About Tomorrow - Page 17

I didn’t want to think about my mother right now. I had other emotions to get control over. Walking through the house, I looked in each room and inhaled the scent of home. How had I thought I could live anywhere else? It felt right here as if being in this house fixed any problems in the world. I would finally get to have Christmas in this house. As a child, I had yearned to spend Christmas here with Gran…and with the Sullivans.

Stopping at the kitchen window I could see the neighbor’s house. In the summer, it had been harder to see the Sullivan house from Gran’s because of all the green leaves and plants. However, most of now colorful leaves had fallen and there was a clear view to the Georgian style house that had been built in 1778. It was still a pale yellow. The new owners hadn’t changed the color. Except for the lack of a basketball goal outside it looked the same. Eventually I would go introduce myself, but I wasn’t ready to see someone else in the Sullivans’ home. The memories there were many.

While the Sullivans’ Georgian style home was three stories and impressive in size, my Gran’s house was smaller. My new home was a simple two-story colonial blue Greek Revival built in 1856. Downstairs was the kitchen, living room, dining room, and a laundry room with a toilet in it. Upstairs was two bedrooms and two bathrooms. The master bedroom had an en-suite; the second bedroom that had been my mother’s then mine was larger but the bathroom was in the hallway at the top of the stairs. There was a small attic at the very top, but it was small. The house had a front-gable roof so that left only a small triangle of space up there.

Heating was going to be interesting. There was a fireplace in the living room and master bedroom and a wood-burning stove in the kitchen. That was it. No more heat. No central heating and air. The summers here had never been unbearable without the air conditioning I was used to in Nashville. Gran had always left all the windows up and box fans going in the most used rooms of the house. I’d loved it. I wasn’t sure how I was going to love not having a furnace.

First thing I needed to do was find wood or I would freeze soon. Gran’s woodshed was only a third of the way full, and I knew that she had needed a full shed. In the back of the house, there was a rack that also held a cord of wood that stayed close to her back door. Every August before I left to go home, Gran had already had wood delivered and filled up all her storage for the winter. When I had asked her why, she told me the cold came quick here.

I wrapped my arms around my body and shivered as I walked upstairs. She was right. The cold was here. I had almost had the movers put my things in my old bedroom, but then I decided I would need the fireplace in Gran’s this winter. I headed to her bedroom at the end of the hallway and paused at the doorway to her room. The same blue and white quilt and white iron bed stood in the center of the room.

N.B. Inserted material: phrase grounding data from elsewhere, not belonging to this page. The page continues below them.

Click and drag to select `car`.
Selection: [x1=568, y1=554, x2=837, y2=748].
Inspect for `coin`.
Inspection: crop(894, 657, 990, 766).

The fireplace was in front of it, and there was wood already stacked to the side of it neatly in the holder.

Several pictures of me through the years sat on her mantel and one of my mother. The rocking chair where she had rocked me to sleep when I was little sat to the left of her bed, beside the nightstand with a crotched throw hanging over the back. It was as if she had never left. Her things still the way she would have kept them.

My suitcase and at least ten boxes worth of my clothing, shoes, beauty supplies and more lined the right wall. I would have to go through Gran’s closet and pack her things up. The small attic she rarely used was about to be full. Tears were starting to clog my throat again when a knock on the front door startled me.

I turned and hurried back to the stairs, not sure who would be coming to see me. No one knew me really, not anymore. I reached the front door and opened it just after they knocked again. The face that greeted me brought a smile to my face. I hadn’t been expecting this.

“Well, it’s true. Sailor Copeland has returned to Portsmouth,” Jack Tate said smiling at me. He had most definitely changed. His beard almost threw me off, but when he spoke, I was sure it was Jack.